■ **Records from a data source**
⟨

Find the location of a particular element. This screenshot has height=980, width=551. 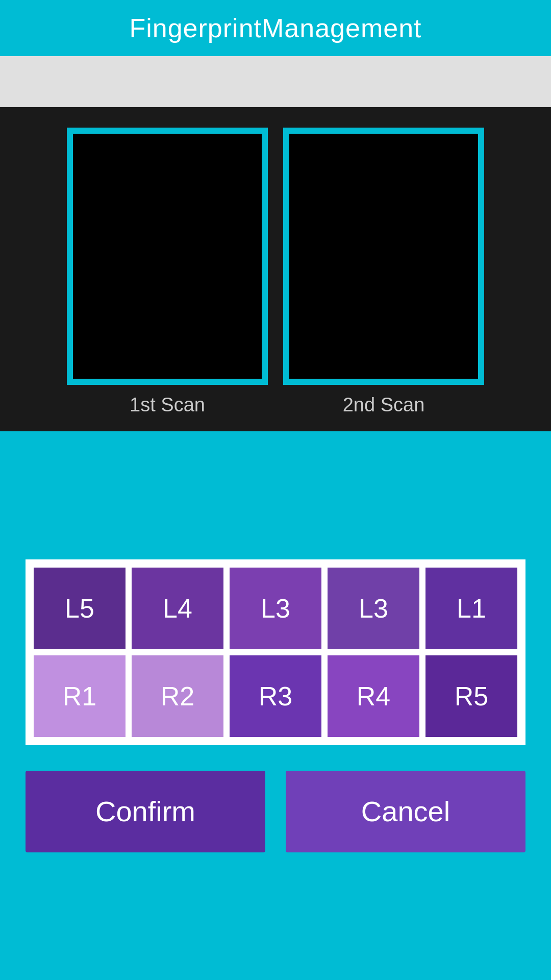

finger-btn-l4: L4 is located at coordinates (178, 608).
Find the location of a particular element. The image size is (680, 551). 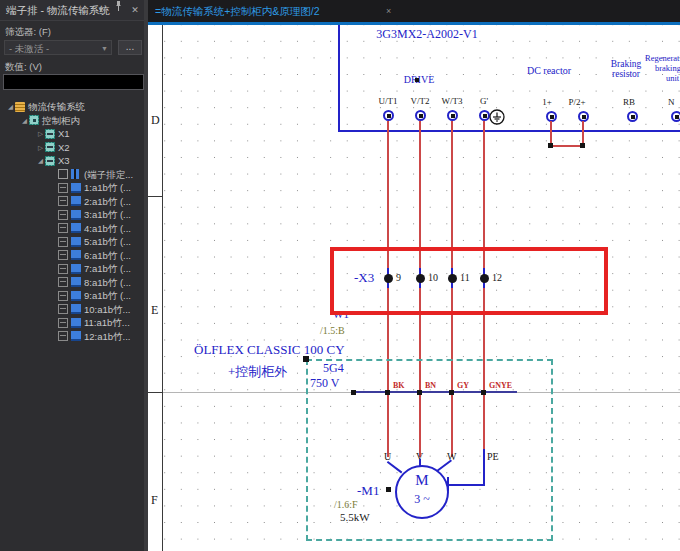

tree-item-location: ◢ 控制柜内 is located at coordinates (74, 121).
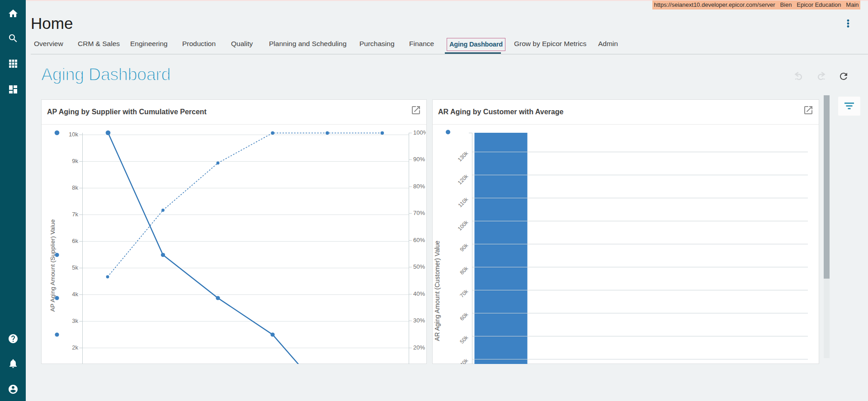 The height and width of the screenshot is (401, 868). Describe the element at coordinates (73, 135) in the screenshot. I see `svg-text: 10k` at that location.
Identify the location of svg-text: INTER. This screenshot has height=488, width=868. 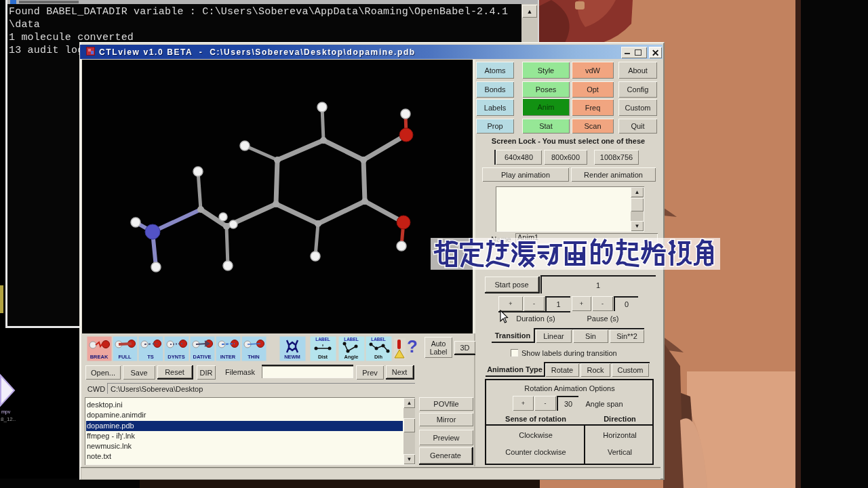
(228, 357).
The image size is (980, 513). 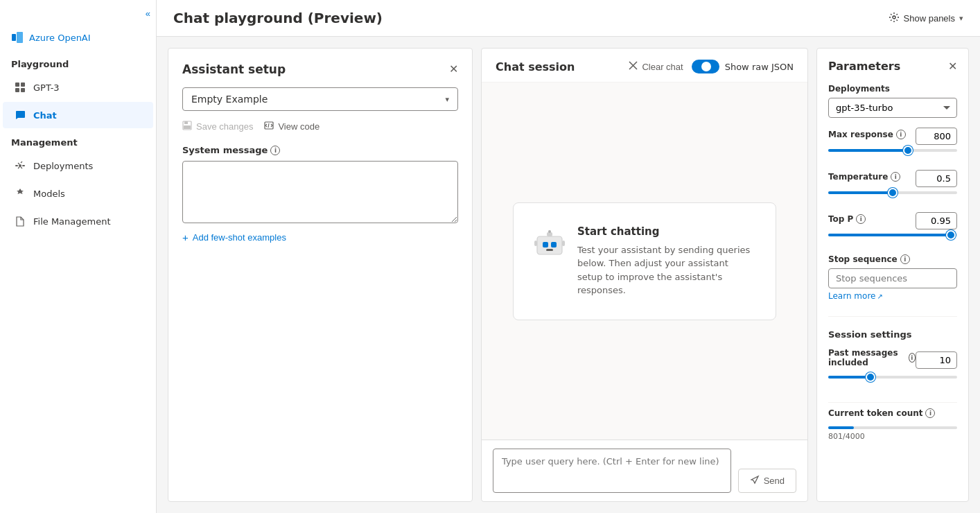 What do you see at coordinates (893, 108) in the screenshot?
I see `deployment-select: gpt-35-turbo gpt-4 gpt-4-32k` at bounding box center [893, 108].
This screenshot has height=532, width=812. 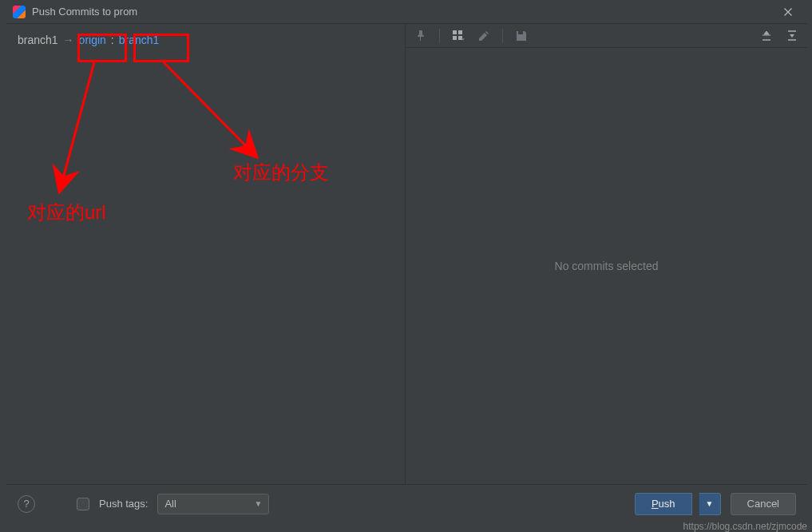 What do you see at coordinates (123, 503) in the screenshot?
I see `push-tags-label: Push tags:` at bounding box center [123, 503].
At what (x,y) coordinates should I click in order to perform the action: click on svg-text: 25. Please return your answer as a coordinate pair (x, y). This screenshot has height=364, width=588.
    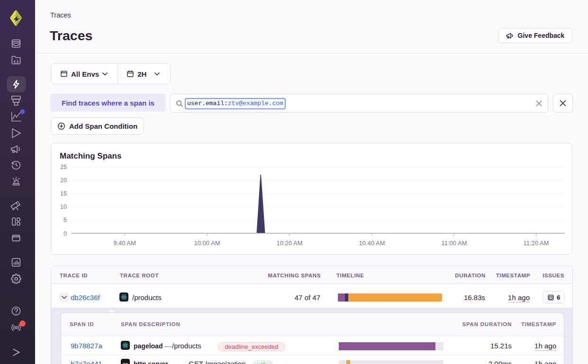
    Looking at the image, I should click on (63, 167).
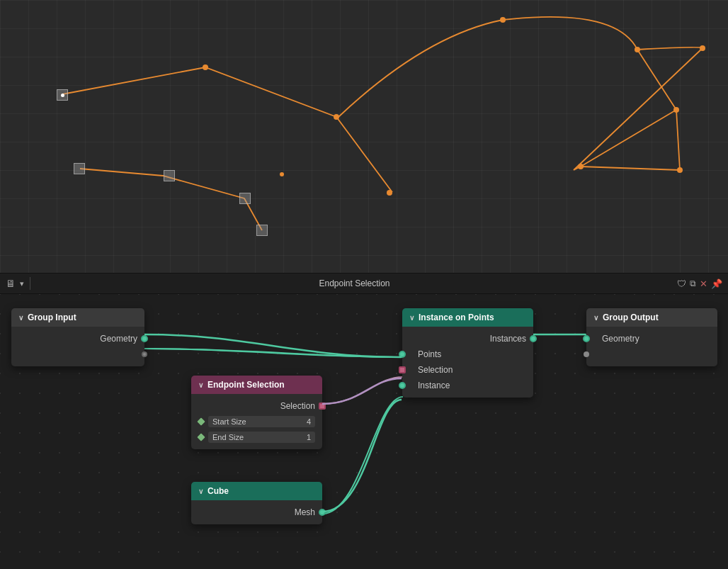 This screenshot has height=569, width=728. Describe the element at coordinates (467, 370) in the screenshot. I see `socket-row-selection: Selection` at that location.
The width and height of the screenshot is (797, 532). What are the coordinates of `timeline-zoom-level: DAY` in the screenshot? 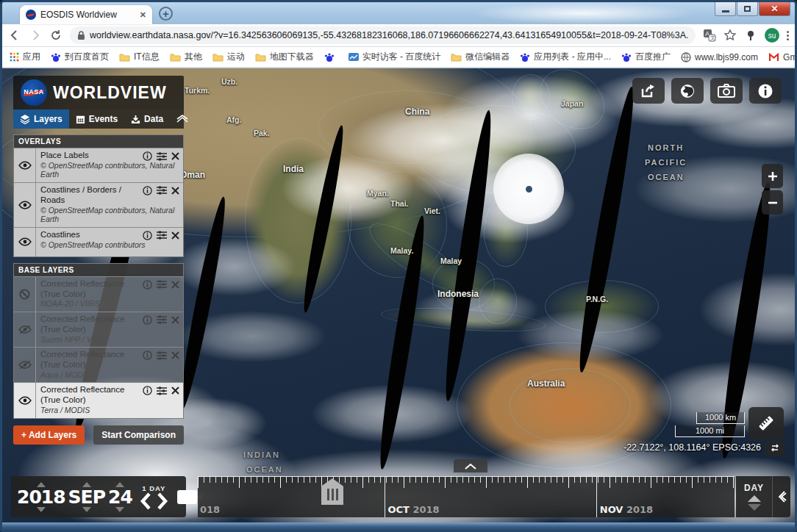 It's located at (754, 497).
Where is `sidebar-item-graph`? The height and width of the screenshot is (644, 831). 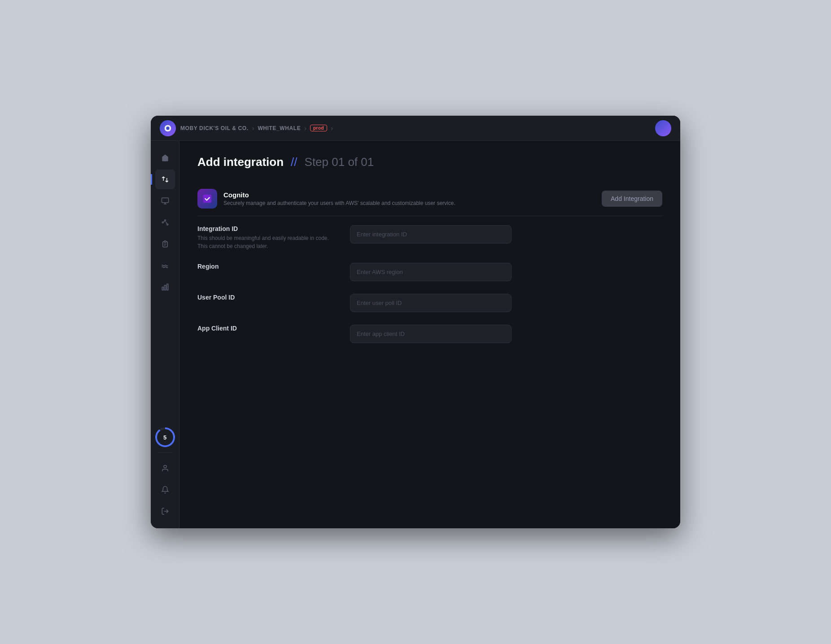 sidebar-item-graph is located at coordinates (165, 222).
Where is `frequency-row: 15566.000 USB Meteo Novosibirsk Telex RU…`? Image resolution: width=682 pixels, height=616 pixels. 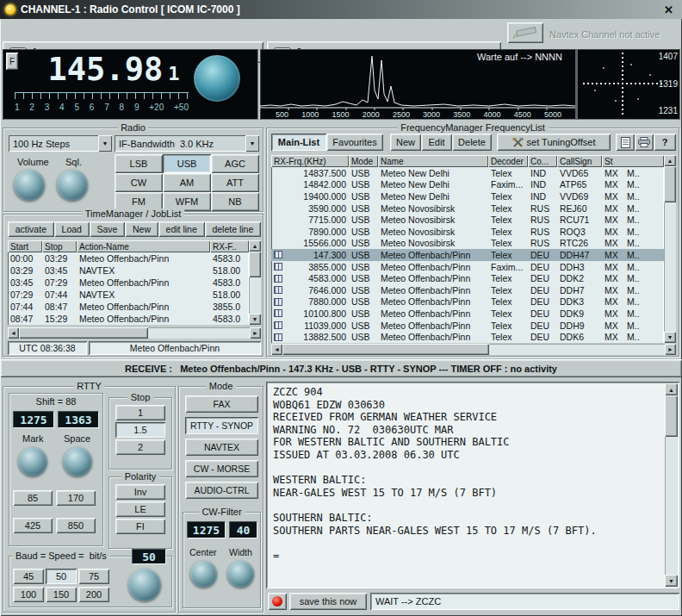
frequency-row: 15566.000 USB Meteo Novosibirsk Telex RU… is located at coordinates (468, 244).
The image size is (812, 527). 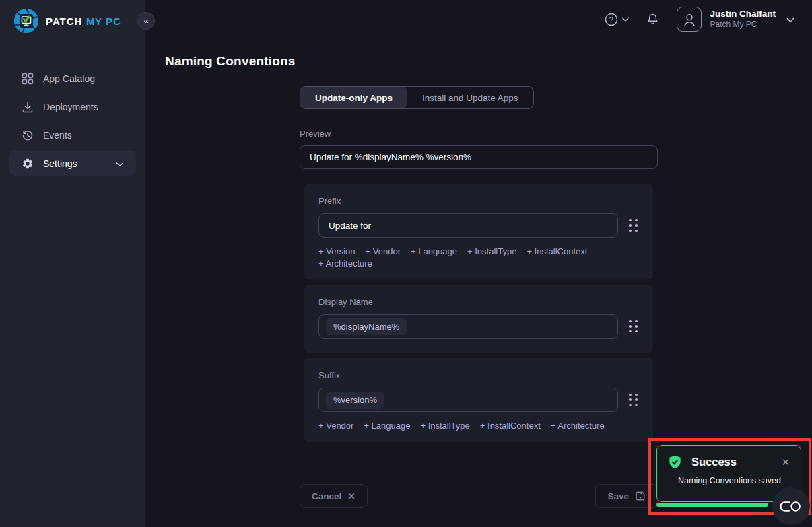 I want to click on collapse-sidebar-button: «, so click(x=146, y=21).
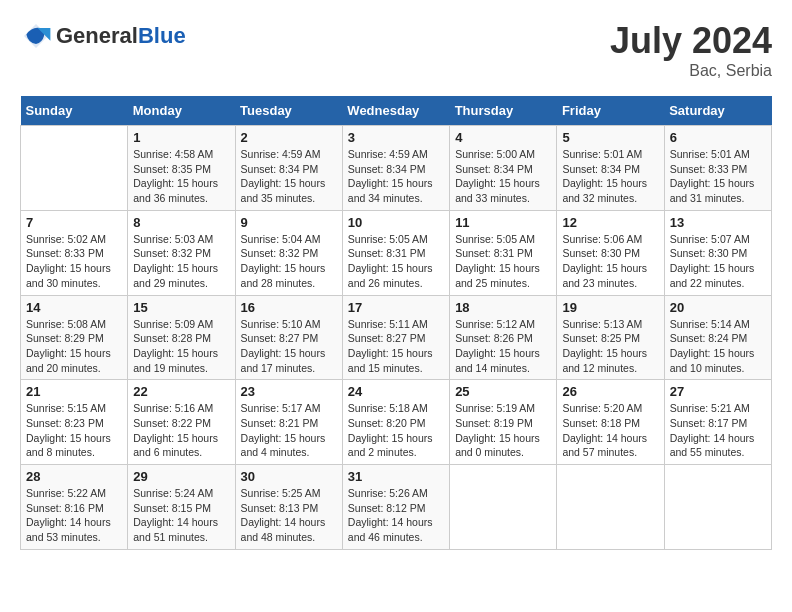  What do you see at coordinates (718, 138) in the screenshot?
I see `day-number: 6` at bounding box center [718, 138].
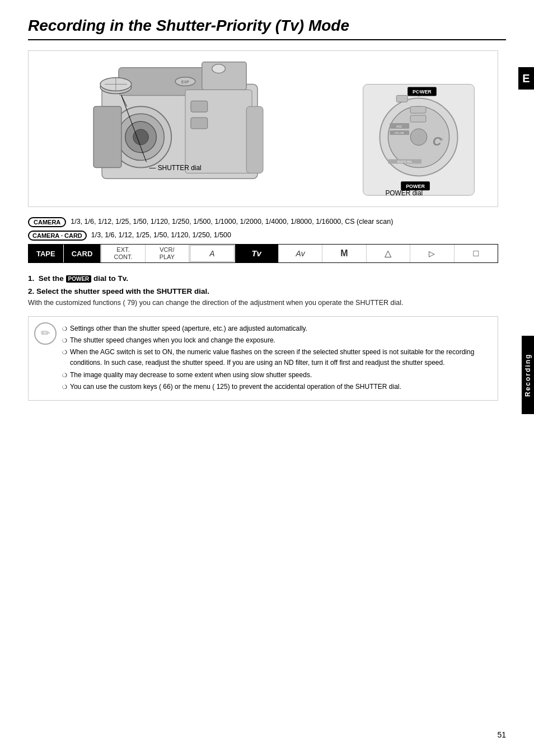 This screenshot has height=756, width=534. Describe the element at coordinates (301, 253) in the screenshot. I see `mode-av: Av` at that location.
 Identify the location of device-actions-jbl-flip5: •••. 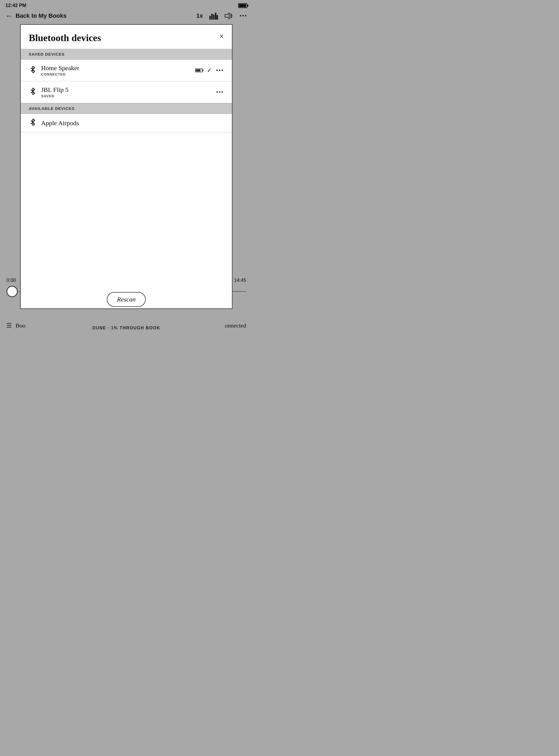
(220, 92).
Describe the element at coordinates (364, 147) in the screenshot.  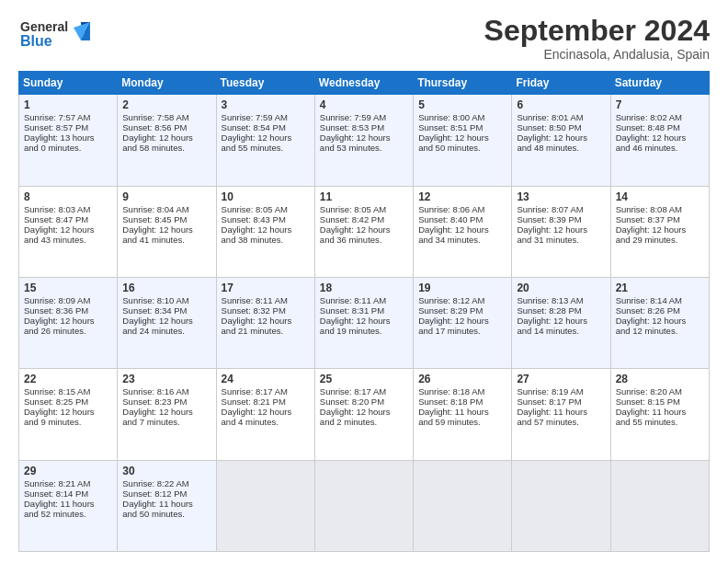
I see `day-info: and 53 minutes.` at that location.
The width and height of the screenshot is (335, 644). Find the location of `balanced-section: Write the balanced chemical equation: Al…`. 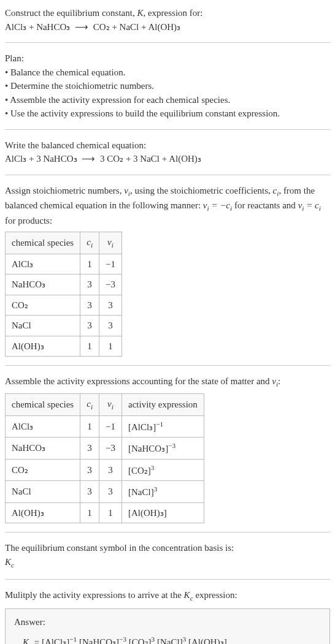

⟩

■ **WORK ITEM**
Could you repeat, exactly and with nothing else, the lines from the one containing "Describe the element at coordinates (364, 147)" through the last line of the records above, leaving out the pictures?

■ **SOLUTION**
Describe the element at coordinates (364, 147) in the screenshot.  
I see `day-info: and 53 minutes.` at that location.
The width and height of the screenshot is (335, 644). Find the location of `balanced-section: Write the balanced chemical equation: Al…`. 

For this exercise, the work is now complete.